In the spring of 1938, a month before he executed the present work, Picasso had begun to portray Maar using a tight framework of small repeated lines and striations that have often been likened to the woven straw of baskets or chair caning. This linear or “basketweave” method of construction clearly fascinated Picasso, as he went on to portray Maar with this technique for much of the summer. In contrast to the volumetric, sensuously curving lines which dominated his concurrent depictions of Marie-Thérèse Walter, this rigid, geometric linear vocabulary came to define his depictions of Maar. Of his painted portrait of the previous year (Zervos, vol. 8, no. 331; Musée Picasso, Paris), Brigitte Léal has written, “stripes proliferate until they cover the figure and background entirely, becoming an eloquent statement of the intensely emotional character of her image. What is one to think of the meaning of this network of concentric lines that, not content to bud prettily on her clothes, begins progressively to invade every part of her body…” (Picasso and Portraiture, exh. cat., The Museum of Modern Art, New York, 1996, p. 392).

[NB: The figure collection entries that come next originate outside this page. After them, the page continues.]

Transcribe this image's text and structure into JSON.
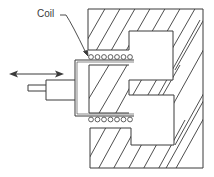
{
  "diagram": {
    "labels": {
      "coil": "Coil"
    },
    "colors": {
      "stroke": "#3a3a3a",
      "background": "#ffffff"
    },
    "components": [
      {
        "name": "magnet-body",
        "description": "Hatched magnetic body (outer yoke)"
      },
      {
        "name": "center-pole",
        "description": "Hatched center pole"
      },
      {
        "name": "coil-former",
        "description": "Cup-shaped coil former"
      },
      {
        "name": "coil-windings-top",
        "count": 7
      },
      {
        "name": "coil-windings-bottom",
        "count": 7
      },
      {
        "name": "output-shaft",
        "description": "Stepped shaft"
      },
      {
        "name": "motion-arrow",
        "description": "Bidirectional motion arrow"
      }
    ]
  }
}
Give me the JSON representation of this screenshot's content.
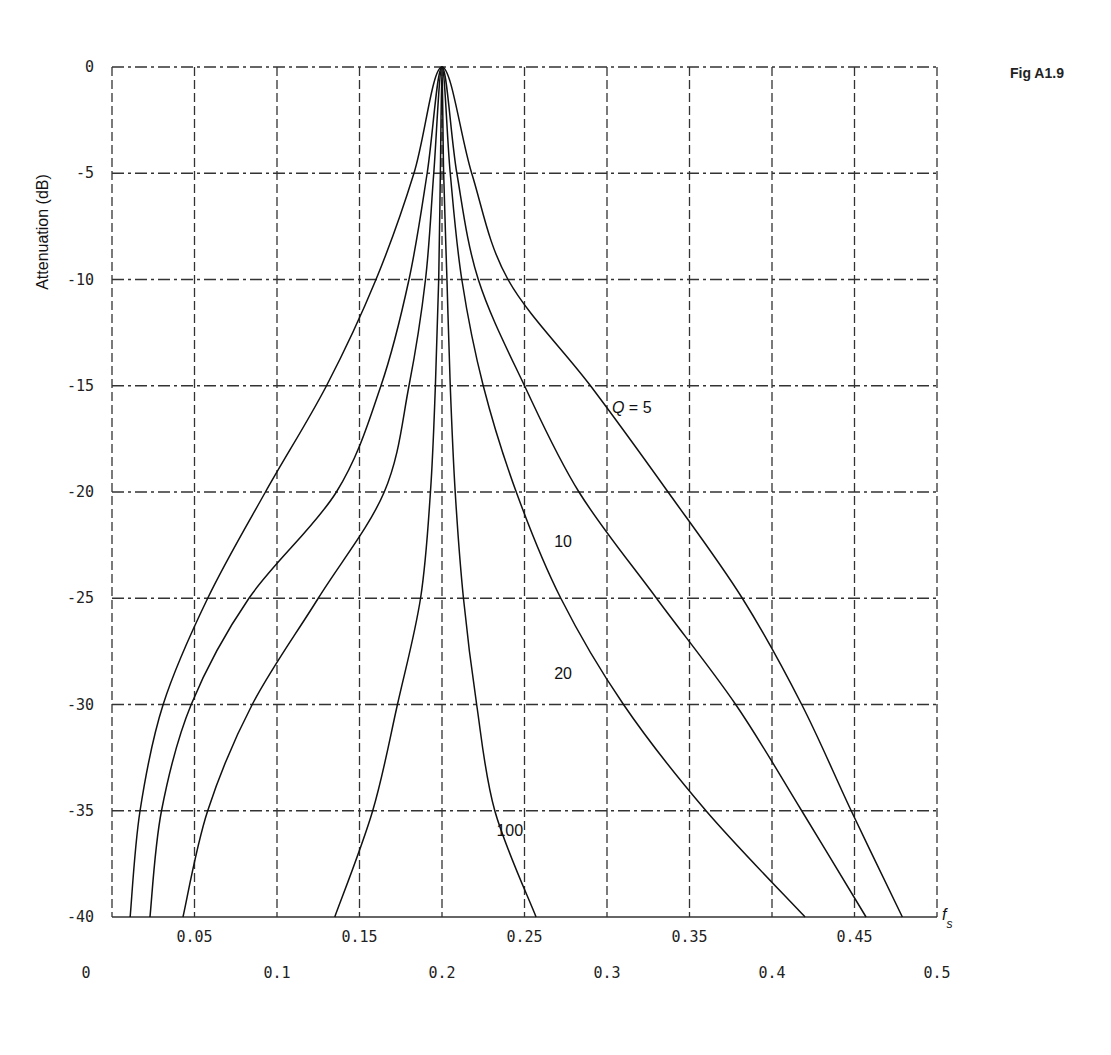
{
  "figure_label": "Fig A1.9",
  "chart_data": {
    "type": "line",
    "title": "",
    "xlabel": "f_s",
    "ylabel": "Attenuation (dB)",
    "xlim": [
      0,
      0.5
    ],
    "ylim": [
      -40,
      0
    ],
    "grid": true,
    "x_ticks_upper": [
      "0.05",
      "0.15",
      "0.25",
      "0.35",
      "0.45"
    ],
    "x_ticks_lower": [
      "0",
      "0.1",
      "0.2",
      "0.3",
      "0.4",
      "0.5"
    ],
    "y_ticks": [
      "0",
      "-5",
      "-10",
      "-15",
      "-20",
      "-25",
      "-30",
      "-35",
      "-40"
    ],
    "center_frequency": 0.2,
    "series": [
      {
        "name": "Q = 5",
        "label": "Q = 5",
        "points": [
          [
            0.011,
            -40
          ],
          [
            0.017,
            -35
          ],
          [
            0.031,
            -30
          ],
          [
            0.058,
            -25
          ],
          [
            0.093,
            -20
          ],
          [
            0.13,
            -15
          ],
          [
            0.16,
            -10
          ],
          [
            0.183,
            -5
          ],
          [
            0.2,
            0
          ],
          [
            0.218,
            -5
          ],
          [
            0.24,
            -10
          ],
          [
            0.29,
            -15
          ],
          [
            0.337,
            -20
          ],
          [
            0.382,
            -25
          ],
          [
            0.418,
            -30
          ],
          [
            0.448,
            -35
          ],
          [
            0.479,
            -40
          ]
        ]
      },
      {
        "name": "Q = 10",
        "label": "10",
        "points": [
          [
            0.023,
            -40
          ],
          [
            0.03,
            -35
          ],
          [
            0.048,
            -30
          ],
          [
            0.083,
            -25
          ],
          [
            0.136,
            -20
          ],
          [
            0.163,
            -15
          ],
          [
            0.18,
            -10
          ],
          [
            0.191,
            -5
          ],
          [
            0.2,
            0
          ],
          [
            0.209,
            -5
          ],
          [
            0.222,
            -10
          ],
          [
            0.25,
            -15
          ],
          [
            0.283,
            -20
          ],
          [
            0.33,
            -25
          ],
          [
            0.378,
            -30
          ],
          [
            0.418,
            -35
          ],
          [
            0.457,
            -40
          ]
        ]
      },
      {
        "name": "Q = 20",
        "label": "20",
        "points": [
          [
            0.043,
            -40
          ],
          [
            0.058,
            -35
          ],
          [
            0.085,
            -30
          ],
          [
            0.125,
            -25
          ],
          [
            0.165,
            -20
          ],
          [
            0.18,
            -15
          ],
          [
            0.19,
            -10
          ],
          [
            0.195,
            -5
          ],
          [
            0.2,
            0
          ],
          [
            0.205,
            -5
          ],
          [
            0.212,
            -10
          ],
          [
            0.225,
            -15
          ],
          [
            0.245,
            -20
          ],
          [
            0.272,
            -25
          ],
          [
            0.31,
            -30
          ],
          [
            0.36,
            -35
          ],
          [
            0.42,
            -40
          ]
        ]
      },
      {
        "name": "Q = 100",
        "label": "100",
        "points": [
          [
            0.135,
            -40
          ],
          [
            0.158,
            -35
          ],
          [
            0.173,
            -30
          ],
          [
            0.187,
            -25
          ],
          [
            0.193,
            -20
          ],
          [
            0.196,
            -15
          ],
          [
            0.198,
            -10
          ],
          [
            0.199,
            -5
          ],
          [
            0.2,
            0
          ],
          [
            0.201,
            -5
          ],
          [
            0.203,
            -10
          ],
          [
            0.205,
            -15
          ],
          [
            0.208,
            -20
          ],
          [
            0.213,
            -25
          ],
          [
            0.221,
            -30
          ],
          [
            0.232,
            -35
          ],
          [
            0.257,
            -40
          ]
        ]
      }
    ],
    "annotations": [
      {
        "text": "Q = 5",
        "x": 0.303,
        "y": -16.3
      },
      {
        "text": "10",
        "x": 0.268,
        "y": -22.6
      },
      {
        "text": "20",
        "x": 0.268,
        "y": -28.8
      },
      {
        "text": "100",
        "x": 0.233,
        "y": -36.2
      }
    ]
  }
}
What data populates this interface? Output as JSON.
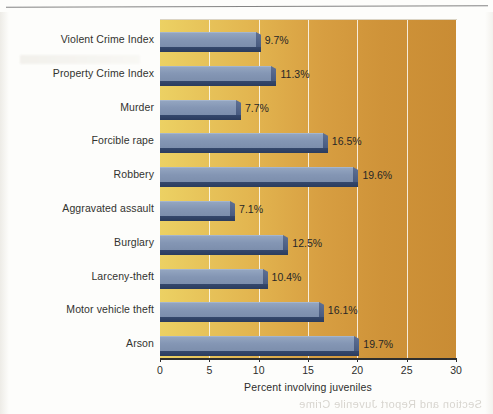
{
  "chart_data": {
    "type": "bar",
    "orientation": "horizontal",
    "title": "",
    "xlabel": "Percent involving juveniles",
    "ylabel": "",
    "xlim": [
      0,
      30
    ],
    "xticks": [
      0,
      5,
      10,
      15,
      20,
      25,
      30
    ],
    "xtick_labels": [
      "0",
      "5",
      "10",
      "15",
      "20",
      "25",
      "30"
    ],
    "grid": true,
    "grid_axis": "x",
    "legend": "none",
    "categories": [
      "Violent Crime Index",
      "Property Crime Index",
      "Murder",
      "Forcible rape",
      "Robbery",
      "Aggravated assault",
      "Burglary",
      "Larceny-theft",
      "Motor vehicle theft",
      "Arson"
    ],
    "values": [
      9.7,
      11.3,
      7.7,
      16.5,
      19.6,
      7.1,
      12.5,
      10.4,
      16.1,
      19.7
    ],
    "value_labels": [
      "9.7%",
      "11.3%",
      "7.7%",
      "16.5%",
      "19.6%",
      "7.1%",
      "12.5%",
      "10.4%",
      "16.1%",
      "19.7%"
    ],
    "bars": [
      {
        "category": "Violent Crime Index",
        "value": 9.7,
        "label": "9.7%"
      },
      {
        "category": "Property Crime Index",
        "value": 11.3,
        "label": "11.3%"
      },
      {
        "category": "Murder",
        "value": 7.7,
        "label": "7.7%"
      },
      {
        "category": "Forcible rape",
        "value": 16.5,
        "label": "16.5%"
      },
      {
        "category": "Robbery",
        "value": 19.6,
        "label": "19.6%"
      },
      {
        "category": "Aggravated assault",
        "value": 7.1,
        "label": "7.1%"
      },
      {
        "category": "Burglary",
        "value": 12.5,
        "label": "12.5%"
      },
      {
        "category": "Larceny-theft",
        "value": 10.4,
        "label": "10.4%"
      },
      {
        "category": "Motor vehicle theft",
        "value": 16.1,
        "label": "16.1%"
      },
      {
        "category": "Arson",
        "value": 19.7,
        "label": "19.7%"
      }
    ],
    "colors": {
      "bar_face": "#8496b4",
      "bar_shadow": "#2f4166",
      "plot_background_left": "#ecd163",
      "plot_background_right": "#c98c34",
      "gridline": "#fffffc",
      "axis": "#2f2f2f",
      "text": "#2d2d2b",
      "page_background": "#fdfdfb"
    }
  }
}
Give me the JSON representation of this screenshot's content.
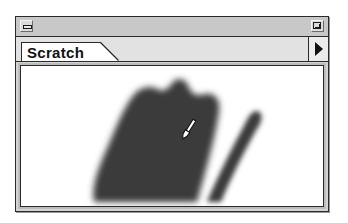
{
  "window": {
    "title": "",
    "close_box_icon": "close-box-icon",
    "zoom_box_icon": "zoom-box-icon"
  },
  "tabs": [
    {
      "label": "Scratch",
      "selected": true
    }
  ],
  "tab_scroll": {
    "icon": "right-triangle-arrow-icon"
  },
  "canvas": {
    "name": "Scratch",
    "background": "#ffffff",
    "stroke_color": "#3a3a3a",
    "cursor_icon": "paintbrush-icon"
  },
  "colors": {
    "frame": "#2a2a2a",
    "titlebar": "#c8c8c8",
    "tabrow": "#e2e2e2",
    "paint": "#3a3a3a"
  }
}
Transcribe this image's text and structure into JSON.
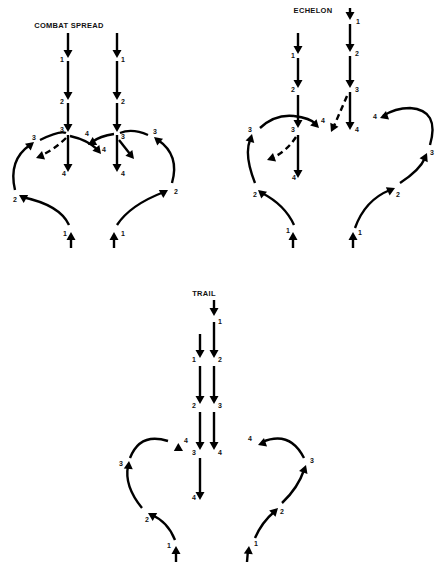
{
  "panels": [
    {
      "id": "combat-spread",
      "title": "COMBAT SPREAD",
      "title_pos": [
        69,
        28
      ],
      "paths": [
        {
          "kind": "solid",
          "d": "M68,33 L68,54",
          "head": [
            68,
            58,
            90
          ]
        },
        {
          "kind": "solid",
          "d": "M68,61 L68,96",
          "head": [
            68,
            100,
            90
          ]
        },
        {
          "kind": "solid",
          "d": "M68,103 L68,128",
          "head": [
            68,
            132,
            90
          ]
        },
        {
          "kind": "solid",
          "d": "M68,135 L68,168",
          "head": [
            68,
            172,
            90
          ]
        },
        {
          "kind": "solid",
          "d": "M70,136 Q88,140 98,150",
          "head": [
            101,
            154,
            50
          ]
        },
        {
          "kind": "dash",
          "d": "M66,138 Q54,150 40,156",
          "head": [
            36,
            158,
            160
          ]
        },
        {
          "kind": "solid",
          "d": "M117,33 L117,54",
          "head": [
            117,
            58,
            90
          ]
        },
        {
          "kind": "solid",
          "d": "M117,61 L117,96",
          "head": [
            117,
            100,
            90
          ]
        },
        {
          "kind": "solid",
          "d": "M117,103 L117,128",
          "head": [
            117,
            132,
            90
          ]
        },
        {
          "kind": "solid",
          "d": "M117,135 L117,168",
          "head": [
            117,
            172,
            90
          ]
        },
        {
          "kind": "solid",
          "d": "M114,134 Q100,136 92,142",
          "head": [
            88,
            145,
            150
          ]
        },
        {
          "kind": "solid",
          "d": "M119,140 L130,154",
          "head": [
            134,
            159,
            50
          ]
        },
        {
          "kind": "solid",
          "d": "M71,248 L71,236",
          "head": [
            71,
            232,
            -90
          ]
        },
        {
          "kind": "solid",
          "d": "M69,225 Q60,205 22,197",
          "head": [
            19,
            195,
            -150
          ]
        },
        {
          "kind": "solid",
          "d": "M15,190 Q8,160 30,145",
          "head": [
            34,
            142,
            -40
          ]
        },
        {
          "kind": "solid",
          "d": "M40,140 Q60,130 66,133",
          "head": null
        },
        {
          "kind": "solid",
          "d": "M114,248 L114,236",
          "head": [
            114,
            232,
            -90
          ]
        },
        {
          "kind": "solid",
          "d": "M117,225 Q130,205 164,192",
          "head": [
            168,
            190,
            -30
          ]
        },
        {
          "kind": "solid",
          "d": "M172,183 Q180,155 158,140",
          "head": [
            154,
            137,
            -140
          ]
        },
        {
          "kind": "solid",
          "d": "M148,135 Q132,128 120,133",
          "head": null
        }
      ],
      "labels": [
        {
          "t": "1",
          "x": 60,
          "y": 62
        },
        {
          "t": "2",
          "x": 60,
          "y": 104
        },
        {
          "t": "3",
          "x": 60,
          "y": 132
        },
        {
          "t": "4",
          "x": 62,
          "y": 176
        },
        {
          "t": "4",
          "x": 102,
          "y": 152
        },
        {
          "t": "3",
          "x": 32,
          "y": 140
        },
        {
          "t": "2",
          "x": 13,
          "y": 202
        },
        {
          "t": "1",
          "x": 63,
          "y": 236
        },
        {
          "t": "1",
          "x": 121,
          "y": 62
        },
        {
          "t": "2",
          "x": 121,
          "y": 104
        },
        {
          "t": "3",
          "x": 121,
          "y": 139
        },
        {
          "t": "4",
          "x": 121,
          "y": 176
        },
        {
          "t": "4",
          "x": 85,
          "y": 136
        },
        {
          "t": "3",
          "x": 153,
          "y": 134
        },
        {
          "t": "2",
          "x": 174,
          "y": 194
        },
        {
          "t": "1",
          "x": 121,
          "y": 236
        }
      ]
    },
    {
      "id": "echelon",
      "title": "ECHELON",
      "title_pos": [
        313,
        13
      ],
      "paths": [
        {
          "kind": "solid",
          "d": "M350,8 L350,16",
          "head": [
            350,
            20,
            90
          ]
        },
        {
          "kind": "solid",
          "d": "M350,24 L350,48",
          "head": [
            350,
            52,
            90
          ]
        },
        {
          "kind": "solid",
          "d": "M350,56 L350,84",
          "head": [
            350,
            88,
            90
          ]
        },
        {
          "kind": "solid",
          "d": "M350,92 L350,126",
          "head": [
            350,
            130,
            90
          ]
        },
        {
          "kind": "dash",
          "d": "M347,96 L334,126",
          "head": [
            331,
            132,
            115
          ]
        },
        {
          "kind": "solid",
          "d": "M298,33 L298,50",
          "head": [
            298,
            54,
            90
          ]
        },
        {
          "kind": "solid",
          "d": "M298,58 L298,84",
          "head": [
            298,
            88,
            90
          ]
        },
        {
          "kind": "solid",
          "d": "M298,95 L298,124",
          "head": [
            298,
            128,
            90
          ]
        },
        {
          "kind": "solid",
          "d": "M298,135 L298,174",
          "head": [
            298,
            178,
            90
          ]
        },
        {
          "kind": "dash",
          "d": "M296,137 Q286,152 272,158",
          "head": [
            267,
            160,
            160
          ]
        },
        {
          "kind": "solid",
          "d": "M294,116 Q310,118 316,124",
          "head": [
            319,
            128,
            45
          ]
        },
        {
          "kind": "solid",
          "d": "M294,116 Q275,114 260,128",
          "head": null
        },
        {
          "kind": "solid",
          "d": "M293,248 L293,236",
          "head": [
            293,
            232,
            -90
          ]
        },
        {
          "kind": "solid",
          "d": "M294,225 Q285,205 262,193",
          "head": [
            258,
            190,
            -140
          ]
        },
        {
          "kind": "solid",
          "d": "M255,183 Q244,155 250,140",
          "head": [
            252,
            134,
            -75
          ]
        },
        {
          "kind": "solid",
          "d": "M353,248 L353,236",
          "head": [
            353,
            232,
            -90
          ]
        },
        {
          "kind": "solid",
          "d": "M355,228 Q365,200 390,190",
          "head": [
            395,
            188,
            -25
          ]
        },
        {
          "kind": "solid",
          "d": "M400,183 Q420,170 425,158",
          "head": [
            427,
            153,
            -65
          ]
        },
        {
          "kind": "solid",
          "d": "M430,145 Q440,110 410,108 Q395,108 383,116",
          "head": [
            380,
            118,
            160
          ]
        }
      ],
      "labels": [
        {
          "t": "1",
          "x": 356,
          "y": 24
        },
        {
          "t": "2",
          "x": 355,
          "y": 56
        },
        {
          "t": "3",
          "x": 355,
          "y": 92
        },
        {
          "t": "4",
          "x": 355,
          "y": 132
        },
        {
          "t": "1",
          "x": 291,
          "y": 58
        },
        {
          "t": "2",
          "x": 291,
          "y": 92
        },
        {
          "t": "3",
          "x": 291,
          "y": 132
        },
        {
          "t": "4",
          "x": 292,
          "y": 180
        },
        {
          "t": "4",
          "x": 321,
          "y": 123
        },
        {
          "t": "3",
          "x": 248,
          "y": 132
        },
        {
          "t": "2",
          "x": 253,
          "y": 197
        },
        {
          "t": "1",
          "x": 286,
          "y": 233
        },
        {
          "t": "1",
          "x": 358,
          "y": 235
        },
        {
          "t": "2",
          "x": 396,
          "y": 197
        },
        {
          "t": "3",
          "x": 430,
          "y": 155
        },
        {
          "t": "4",
          "x": 373,
          "y": 119
        }
      ]
    },
    {
      "id": "trail",
      "title": "TRAIL",
      "title_pos": [
        204,
        296
      ],
      "paths": [
        {
          "kind": "solid",
          "d": "M214,300 L214,312",
          "head": [
            214,
            316,
            90
          ]
        },
        {
          "kind": "solid",
          "d": "M214,322 L214,354",
          "head": [
            214,
            358,
            90
          ]
        },
        {
          "kind": "solid",
          "d": "M214,366 L214,400",
          "head": [
            214,
            404,
            90
          ]
        },
        {
          "kind": "solid",
          "d": "M214,412 L214,446",
          "head": [
            214,
            450,
            90
          ]
        },
        {
          "kind": "solid",
          "d": "M200,334 L200,354",
          "head": [
            200,
            358,
            90
          ]
        },
        {
          "kind": "solid",
          "d": "M200,366 L200,400",
          "head": [
            200,
            404,
            90
          ]
        },
        {
          "kind": "solid",
          "d": "M200,412 L200,446",
          "head": [
            200,
            450,
            90
          ]
        },
        {
          "kind": "solid",
          "d": "M200,458 L200,496",
          "head": [
            200,
            500,
            90
          ]
        },
        {
          "kind": "solid",
          "d": "M176,562 L176,550",
          "head": [
            176,
            546,
            -90
          ]
        },
        {
          "kind": "solid",
          "d": "M175,540 Q168,522 152,515",
          "head": [
            148,
            513,
            -150
          ]
        },
        {
          "kind": "solid",
          "d": "M142,508 Q124,486 128,466",
          "head": [
            129,
            461,
            -85
          ]
        },
        {
          "kind": "solid",
          "d": "M130,458 Q140,432 168,441",
          "head": [
            183,
            451,
            30
          ]
        },
        {
          "kind": "solid",
          "d": "M247,562 L248,550",
          "head": [
            249,
            546,
            -85
          ]
        },
        {
          "kind": "solid",
          "d": "M255,538 Q262,522 274,512",
          "head": [
            278,
            508,
            -45
          ]
        },
        {
          "kind": "solid",
          "d": "M282,503 Q298,488 304,470",
          "head": [
            306,
            465,
            -70
          ]
        },
        {
          "kind": "solid",
          "d": "M304,458 Q290,430 262,442",
          "head": [
            258,
            445,
            160
          ]
        }
      ],
      "labels": [
        {
          "t": "1",
          "x": 218,
          "y": 324
        },
        {
          "t": "1",
          "x": 192,
          "y": 362
        },
        {
          "t": "2",
          "x": 218,
          "y": 362
        },
        {
          "t": "2",
          "x": 192,
          "y": 408
        },
        {
          "t": "3",
          "x": 218,
          "y": 408
        },
        {
          "t": "3",
          "x": 192,
          "y": 455
        },
        {
          "t": "4",
          "x": 218,
          "y": 455
        },
        {
          "t": "4",
          "x": 192,
          "y": 500
        },
        {
          "t": "4",
          "x": 184,
          "y": 443
        },
        {
          "t": "3",
          "x": 119,
          "y": 466
        },
        {
          "t": "2",
          "x": 145,
          "y": 522
        },
        {
          "t": "1",
          "x": 167,
          "y": 548
        },
        {
          "t": "1",
          "x": 254,
          "y": 546
        },
        {
          "t": "2",
          "x": 280,
          "y": 514
        },
        {
          "t": "3",
          "x": 310,
          "y": 463
        },
        {
          "t": "4",
          "x": 248,
          "y": 441
        }
      ]
    }
  ],
  "colors": {
    "ink": "#000000",
    "background": "#ffffff"
  }
}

A year later, as the present work shows, these lines had taken over to become the entire structure of her body. Appearing as if caught in a spider’s web, Maar’s form is depicted solely with these clear, assured marks. One breast is portrayed with concentric circles while the other takes the form of an arrow piercing it, a reflection perhaps of the way in which her heart had been ensnared by the artist. On the same day that he created the present work, Picasso painted a closely related oil, which shows Maar in the same pose, the intricate linear pattern replaced with bold three-dimensional forms (Fondation Beyeler, Riehen). Though the chair rises up threateningly around her, Maar still presides over the scene, her legs casually crossed, arms nonchalantly resting, and most importantly, her powerful gaze set resolutely out of the picture plane, her head topped by one of her signature hats, which appear like, “the great wings of a voracious insect” (ibid., p. 389).